Healthful snacks urged for schools

Y. students tell D.C. lawmakers children's health is threatened

Published: Monday, March 21 2005 12:00 a.m. MST

PROVO — A baker's dozen of Brigham Young University health students met with lawmakers in Washington, D.C., to lobby for less sweets in Utah schools.

Their message: Children are becoming what they eat — too much fat.

The college students told members of Congress too many children are gaining weight in large part because they don't get enough physical activity and they eat snacks bought from the school vending machines instead of a sack lunch or a meal from the school cafeteria.

"Obesity is as big a health threat as heart disease and cancer, if not bigger," said BYU graduate student Paul Perrin, one of the 13 BYU students able to make the trip.

The group paid for the visit to the nation's capital with a BYU Mentoring Environments Grant, which covered the $800-per-student cost of the trip.

The grants, sponsored by the university's Office of Research and Creative Activities, funds projects in which students and professors work side by side.

Professors Michael Barnes and Sue Hill accompanied the students.

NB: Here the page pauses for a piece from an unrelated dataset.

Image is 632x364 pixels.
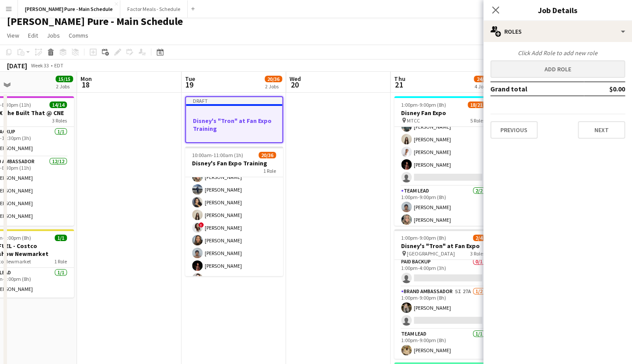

The trip was made at the same time reports surfaced over national concerns with eating habits at school, including a report in The New England Journal of Medicine that said children today could lose an average of two to five years of life expectancy because of obesity.

While in Washington last week, the students also attended the eighth annual Health Education Advocacy Summit. They spent two days learning about about specific health programs before making the visits to their elected officials.

The preponderance of junk food on school campuses, mental health services available to children and other, related health issues were discussed at the summit.

"Many states have cut their (physical education and health) programs significantly," said BYU student Emily McIntyre.

While the graduate students' goal wasn't to reinstate health and PE programs, they did urge political leaders to increase funding of health-related issues.

Teachers, too, should set the example for their students by their health choices, McIntyre said.

BYU students from Utah met with Sens. Orin Hatch and Sen. Bob Bennett, R-Utah, and Reps. Chris Cannon, R-Utah, and Rep. Jim Matheson, D-Utah.

BYU students from California met with aides for Sens. Barbara Boxer and Dianne Feinstein, D-Calif., and Rep. John T. Doolittle, R-Calif.

While in Washington the group also met with former Utah Gov. Michael Leavitt, now Health and Human Services secretary in the Bush administration.

"You can't be nearsighted with public health, you have to change behaviors now to prevent them from becoming health problems later. Simple interventions now will reduce public health care costs later," said public health graduate student Whitney Johnson from Clovis, Calif.